What is a WaterSense Toilet?
In one way, the concept “WaterSense” is uber-easy to understand. It’s a legal designation from the EPA (US Environmental Protection Agency) for any toilet that uses 1.28 GPF (gallons per flush) or less.
To earn and use the WaterSense label toilet manufacturers have to design a toilet that uses no more than this much water. That is 20 percent less water than the 1.6 GPF standard as required by federal law (Energy Policy Act of 1992). For those interested here’s the section in question:
Actually, the Watersense program has also developed specifications for showers, faucets, irrigation controllers, and much more – in fact, anything that uses or controls water. Here, we’re using only that part of the Federal specification that applies to toilets.
So, are we done here? Hardly. Read on.
Why Choosing a WaterSense Toilet?
So long as your toilet does the job, why care about technicalities, right? Well, not exactly. Efficiency is valuable, but it’s not everything. Cost, reliability, ease of use – all are important. And those don’t exhaust the list of features you want if you’re remodeling. You want to consider all attributes, and saving water is near the top of the list.
Saving water is a cost issue, but it’s also an environmental issue, and one that’s becoming increasingly important around the country. In some cities water is scarce, sometimes so much so that it’s legally restricted by the local or state government. A low-flow toilet becomes a necessity. New toilets sold within California for example will not be permitted to use more than 1.28 gallons per flush.
Even when water is plentiful your utility bill is often high. Costs on everything are rising and an appliance that can save you 10, 20, or even 30% of your total water bill can quickly justify the price of a new unit.
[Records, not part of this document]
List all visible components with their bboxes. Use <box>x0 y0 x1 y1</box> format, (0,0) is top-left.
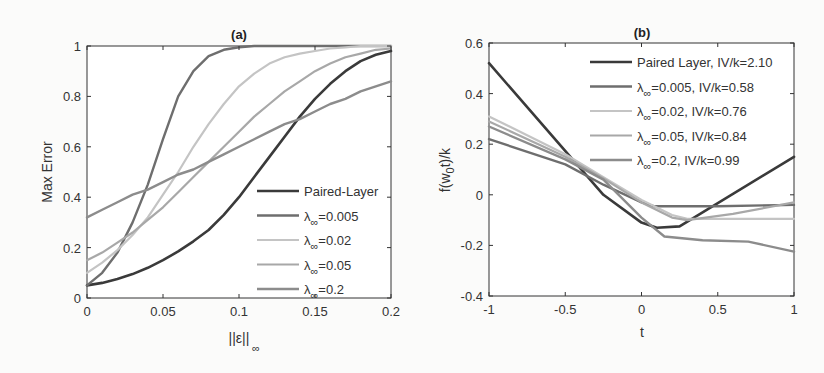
x-tick-label: 1 <box>790 302 797 317</box>
x-tick-label: -0.5 <box>554 302 576 317</box>
x-axis-label-b: t <box>640 324 644 340</box>
legend-label: Paired Layer, IV/k=2.10 <box>637 55 773 70</box>
x-tick-label: 0.15 <box>302 304 327 319</box>
legend-label: Paired-Layer <box>304 184 379 199</box>
x-tick-label: 0 <box>638 302 645 317</box>
y-axis-label-b: f(w0t)/k <box>437 147 456 192</box>
chart-title-b: (b) <box>634 25 651 40</box>
chart-panel-a: (a) 00.050.10.150.200.20.40.60.81 Max Er… <box>39 27 400 354</box>
x-tick-label: 0.1 <box>230 304 248 319</box>
y-tick-label: 0.4 <box>63 190 81 205</box>
x-tick-label: 0.5 <box>709 302 727 317</box>
x-tick-label: -1 <box>483 302 495 317</box>
chart-panel-b: (b) -1-0.500.51-0.4-0.200.20.40.6 f(w0t)… <box>437 25 798 340</box>
y-tick-label: -0.2 <box>461 238 483 253</box>
y-tick-label: 0.8 <box>63 89 81 104</box>
x-tick-label: 0.2 <box>382 304 400 319</box>
y-tick-label: 0 <box>476 188 483 203</box>
x-axis-label-a-sub: ∞ <box>252 342 260 354</box>
y-axis-label-a: Max Error <box>39 141 55 203</box>
x-axis-label-a: ||ε|| ∞ <box>229 330 260 354</box>
y-tick-label: 0.6 <box>465 36 483 51</box>
chart-title-a: (a) <box>231 27 247 42</box>
figure: (a) 00.050.10.150.200.20.40.60.81 Max Er… <box>0 0 824 373</box>
y-tick-label: 0.2 <box>465 137 483 152</box>
y-tick-label: 0.4 <box>465 87 483 102</box>
x-tick-label: 0.05 <box>150 304 175 319</box>
y-tick-label: 1 <box>74 39 81 54</box>
x-axis-label-a-main: ||ε|| <box>229 330 250 346</box>
y-tick-label: 0.6 <box>63 140 81 155</box>
y-tick-label: -0.4 <box>461 289 483 304</box>
y-tick-label: 0.2 <box>63 241 81 256</box>
y-tick-label: 0 <box>74 291 81 306</box>
y-axis-label-b-text: f(w0t)/k <box>437 147 456 192</box>
x-tick-label: 0 <box>83 304 90 319</box>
How Much Does WaterSense Actually Save?
A family of five with a traditional pair or trio of toilets in the house can consume thousands of gallons of water per year. Traditionally, a toilet used around 5 GPF, that adds up over the period of a year to a substantial total.
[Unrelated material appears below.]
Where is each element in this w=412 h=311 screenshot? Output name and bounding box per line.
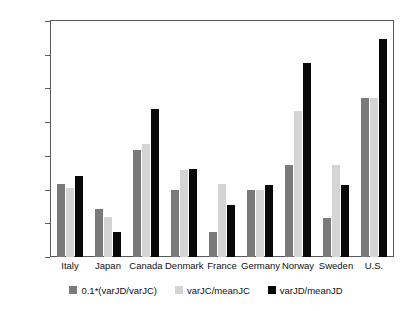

According to EPA’s water savings calculator, a family of five replacing an old and inefficient 5 GPF toilet with a Watersense labeled toilet can save around 34,000 gallons per year that way. The figures are very approximate, of course. The calculator assumes an average of 5.05 flushes per person per day.
Even at the relatively low average price in the U.S. ($1.50 per 1000 gallons according to Fairfax Water), that’s a savings of about $50 per year (34 x $1.50) in this particular case.
And keep in mind that average price is brought down by thousands of small communities where the price of water is much lower. In the big cities, you’ll save double that easily. Over 2 years at most (in this case), that family has paid for a WaterSense toilet that costs $100 more, and toilets last 20, 30, 50 years or more with proper maintenance.
Again, it can come down to more than dollars, though. In a city or state where water use is restricted, it’s much easier to meet the cap when your toilet is working at peak efficiency. If you can, check out the option of a dual-flush toilet, which can operate at as low as 0.8 GPF.
Do Low-Flow Toilets Work?
You won’t be interested if the toilet has to be flushed multiple times to do the job. Is that still a concern?
Many potential buyers still have the idea that low-flow or HET (high-efficiency toilets) don’t get the job done. That reputation was deserved when they first came on the market more than 20 years ago. A toilet that used half or one-third the standard amount of water simply didn’t flush waste on the first try. You had to flush multiple times, eliminating any benefit (and adding a lot of frustration).
No longer true. Contemporary low-flow toilets are tremendously powerful. New materials, bowl geometry, hole design, and other factors have amply upped the ability to flush large amounts in one go. That’s true even in areas where the water pressure hasn’t changed over that time.
Dual-flush toilets let you choose how to save water. The “low water volume” button (or handle direction) is used for liquid removal, the other for solid waste elimination. WaterSense toilets can handle the more demanding application just fine, and the label can apply to either a single-flush or a dual-flush model.
Unsurprisingly, there’s a “reasonableness” caveat. If your home’s water pressure is woefully inadequate no toilet is going to get the job done in one flush. But that’s going to reveal itself in low-pressure in the shower and elsewhere. That’s a problem that needs to be fixed no matter what toilet you own
Summing Up
WaterSense isn’t universal. Not all toilet models satisfy the legal and technical criteria. Nor is it the only important attribute to look for when choosing a new unit. But it can satisfy water restrictions, help the environment, and even save you money over the long run. So look for the label when you shop.